Del Mar leaned in, paused, asked, “That’s a fake uniform, right? You’re not really a m
id?”
Spock shook his head.
“Good. Then the fraternization rules don’t apply.” With that, Del Mar hugged him. Then she said to the others, “Naderi, stay at the helm. Zee, keep trying to restore communications.” She patted Spock on the shoulder, and he was proud that he controlled himself and did not flinch. “The great imposter and I will be in the transporter room, making life miserable for our friends out there.” Del Mar grabbed Spock by the arm and dragged him to the turbolift. “Let’s go, handsome. You’re on!”
Spock wasn’t quite certain what had just happened, but it was fascinating nonetheless.
Griffyn spun around in his chair and punched a comm switch.
“What do you mean they’re stealing our cargo?”
The reply was in the Orion traders’ tongue. Kirk couldn’t understand it, but he recognized the cadence because it was so often used in holo-entertainments featuring Orion villains and, inevitably, Orion dancing girls.

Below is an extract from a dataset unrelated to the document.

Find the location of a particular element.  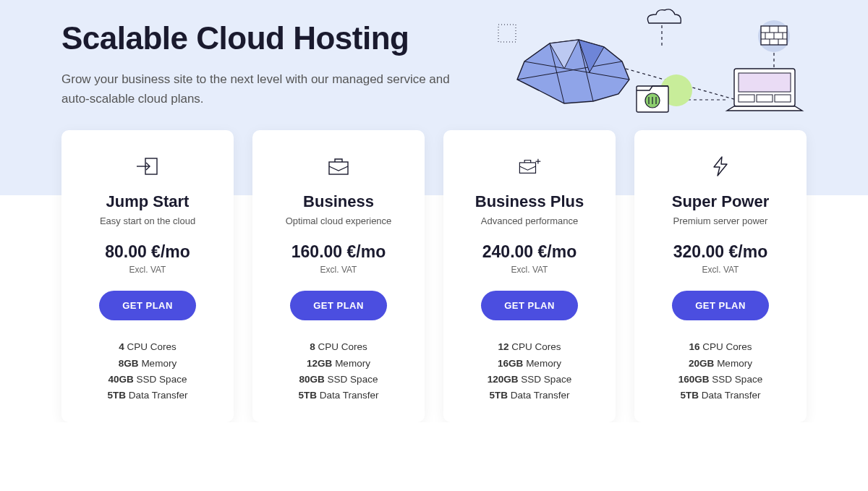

“Then raise your shields!” Griffyn shouted.
Kirk thought he knew what was going on. It sounded as if the people on the Enterprise were doing what the Orions were doing—beaming cargo off Griffyn’s ship.
An irate Orion tirade came over the comm link.
Whatever was said, Griffyn had had enough. “Forget the cargo then! Lock on to any life signs you can find and beam the crew over! Beam them into space for all I care. Just stop their interference!”
Griffyn’s frustration was the equal of the unintelligible Orion’s at the other end of the comm link. He angrily flicked a switch on and off several times, which Kirk knew would cause an annoying screech for the receiver.
“Acknowledge, will you?” Griffyn demanded, and by doing so left himself wide open.
As Kirk leapt into action, he had the thought that there was at least some justice playing out today. Griffyn was so preoccupied by the threat outside his ship, he’d forgotten the threat inside.
Kirk’s first punch from behind caught Griffyn on the side of his head.
Griffyn twisted with a savage shout, and Kirk easily caught his hand to block him from aiming his laser pistol.